School Breaks Should be Longer

Jesse Faapale, reporter

There are 990 hours in a school quarter. That’s 41 days and 6 hours a quarter. Our breaks are one week for fall, two weeks for winter, one week for spring, and two months for summer.  We should double our breaks because students need more time to deal with the physical, mental, and social implications school causes.

Teachers might disagree because it would mean there’s less time to teach what they have to teach. They could shorten what they teach and make it simpler.

Longer school breaks help students be more relaxed and focused at school. If the breaks stay the way they are right now, students will be overwhelmed with school and all the work it gives.

This also benefits the teachers. Teachers can get more family time or can have more free time to do whatever they want on the break instead of stressing out about grades. Then when they come to school they are more excited to teach then they already are. They will have to adjust their teachings to get all their lessons done, but it could help if they make it simpler. Students have a limited amount of power in school, which is a reason students cut class. Less school days would possibly make students cut class less because they don’t have as much school days as they do now. I’m not saying that it’s a guarantee that they would stop cutting class, but it would decrease the chances. Less school would also help students get better grades. It would increase the students production in working because of their long breaks they have. The breaks are not long enough. Longer school breaks has positives and negatives, but I think it would really benefit the students and teachers.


## What is needed
Select the lines of the records containing the word "type" and list them.

Extracted data entries
++++

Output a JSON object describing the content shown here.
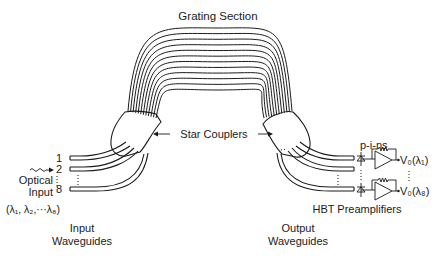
{
  "title": "Grating Section",
  "star_couplers_label": "Star Couplers",
  "input": {
    "port_labels": [
      "1",
      "2",
      "8"
    ],
    "optical_label_1": "Optical",
    "optical_label_2": "Input",
    "wavelengths": "(λ₁, λ₂,···λ₈)",
    "caption_1": "Input",
    "caption_2": "Waveguides"
  },
  "output": {
    "caption_1": "Output",
    "caption_2": "Waveguides",
    "detector_label": "p-i-ns",
    "outputs": [
      "V₀(λ₁)",
      "V₀(λ₈)"
    ],
    "preamp_label": "HBT Preamplifiers"
  },
  "grating_arm_count": 12
}
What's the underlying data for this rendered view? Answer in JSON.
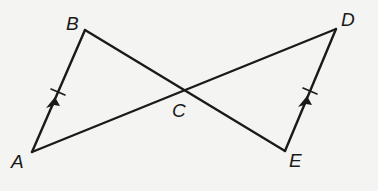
{
  "figure": {
    "type": "geometry-diagram",
    "colors": {
      "stroke": "#1a1a1a",
      "background": "#f4f4f2"
    },
    "points": [
      {
        "name": "A",
        "label": "A",
        "x": 32,
        "y": 152
      },
      {
        "name": "B",
        "label": "B",
        "x": 85,
        "y": 30
      },
      {
        "name": "C",
        "label": "C",
        "x": 183,
        "y": 91
      },
      {
        "name": "D",
        "label": "D",
        "x": 336,
        "y": 29
      },
      {
        "name": "E",
        "label": "E",
        "x": 285,
        "y": 151
      }
    ],
    "segments": [
      {
        "from": "A",
        "to": "B",
        "marks": [
          "single-tick",
          "single-arrow"
        ]
      },
      {
        "from": "B",
        "to": "E",
        "marks": []
      },
      {
        "from": "A",
        "to": "D",
        "marks": []
      },
      {
        "from": "E",
        "to": "D",
        "marks": [
          "single-tick",
          "single-arrow"
        ]
      }
    ],
    "markings": {
      "congruent": [
        "AB",
        "ED"
      ],
      "parallel": [
        "AB",
        "ED"
      ]
    }
  }
}
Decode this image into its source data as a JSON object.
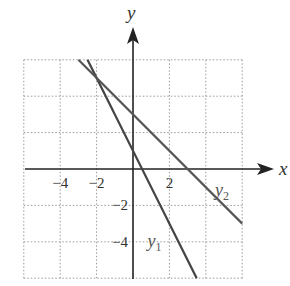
{
  "chart_data": {
    "type": "line",
    "title": "",
    "xlabel": "x",
    "ylabel": "y",
    "xlim": [
      -6,
      6
    ],
    "ylim": [
      -6,
      6
    ],
    "grid": true,
    "grid_step": 2,
    "x_ticks": [
      {
        "value": -4,
        "label": "−4"
      },
      {
        "value": -2,
        "label": "−2"
      },
      {
        "value": 2,
        "label": "2"
      }
    ],
    "y_ticks": [
      {
        "value": -2,
        "label": "−2"
      },
      {
        "value": -4,
        "label": "−4"
      }
    ],
    "series": [
      {
        "name": "y1",
        "label_main": "y",
        "label_sub": "1",
        "equation": "y = -2x + 1",
        "slope": -2,
        "intercept": 1,
        "color": "#444444",
        "label_pos": {
          "x": 0.8,
          "y": -4.3
        }
      },
      {
        "name": "y2",
        "label_main": "y",
        "label_sub": "2",
        "equation": "y = -x + 3",
        "slope": -1,
        "intercept": 3,
        "color": "#555555",
        "label_pos": {
          "x": 4.5,
          "y": -1.5
        }
      }
    ],
    "intersection": {
      "x": -2,
      "y": 5
    }
  },
  "colors": {
    "axis": "#222222",
    "grid": "#9a9a9a",
    "text": "#333333"
  }
}
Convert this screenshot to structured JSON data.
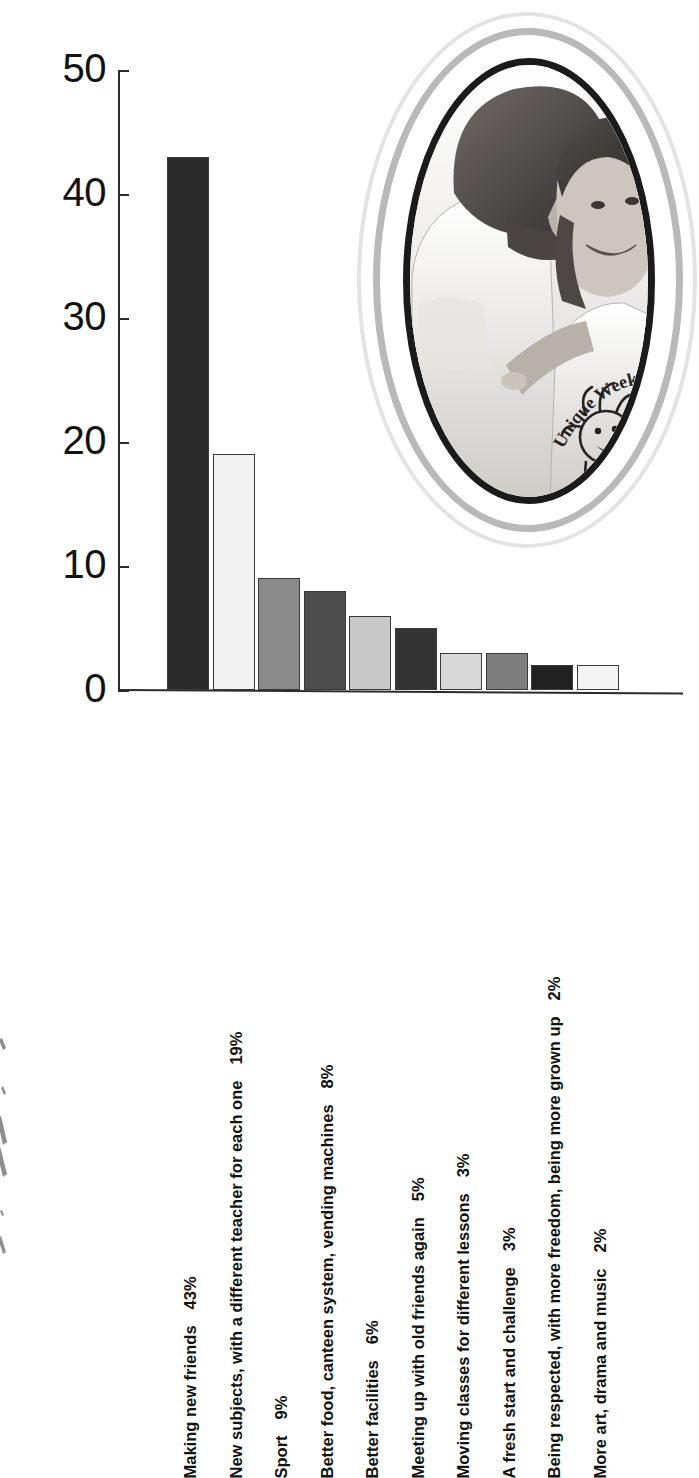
{
  "chart_data": {
    "type": "bar",
    "title": "",
    "subtitle": "",
    "xlabel": "",
    "ylabel": "",
    "ylim": [
      0,
      50
    ],
    "yticks": [
      0,
      10,
      20,
      30,
      40,
      50
    ],
    "grid": false,
    "legend": "none",
    "orientation": "vertical",
    "value_unit": "%",
    "categories": [
      "Making new friends",
      "New subjects, with a different teacher for each one",
      "Sport",
      "Better food, canteen system, vending machines",
      "Better facilities",
      "Meeting up with old friends again",
      "Moving classes for different lessons",
      "A fresh start and challenge",
      "Being respected, with more freedom, being more grown up",
      "More art, drama and music"
    ],
    "values": [
      43,
      19,
      9,
      8,
      6,
      5,
      3,
      3,
      2,
      2
    ],
    "value_labels": [
      "43%",
      "19%",
      "9%",
      "8%",
      "6%",
      "5%",
      "3%",
      "3%",
      "2%",
      "2%"
    ],
    "bar_colors": [
      "#2b2b2b",
      "#f2f2f2",
      "#8a8a8a",
      "#4d4d4d",
      "#c8c8c8",
      "#333333",
      "#d8d8d8",
      "#7d7d7d",
      "#222222",
      "#f4f4f4"
    ],
    "bar_outline_color": "#3a3a3a",
    "axis_color": "#2b2b2b",
    "background_color": "#ffffff"
  },
  "photo": {
    "name": "students-photo",
    "description": "Black and white photograph of two young students, one leaning in beside the other, both smiling",
    "tshirt_text": "Unique Week 9",
    "frame_style": "circular",
    "ring_colors": [
      "#e3e3e3",
      "#b9b9b9",
      "#ffffff",
      "#1b1b1b"
    ]
  }
}
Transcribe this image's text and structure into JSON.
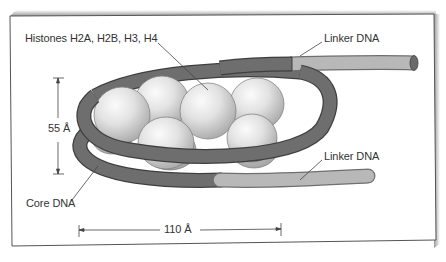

++++

## Answer below
    "type": "geometry-diagram",
    "type": "line",
    "type": "bar",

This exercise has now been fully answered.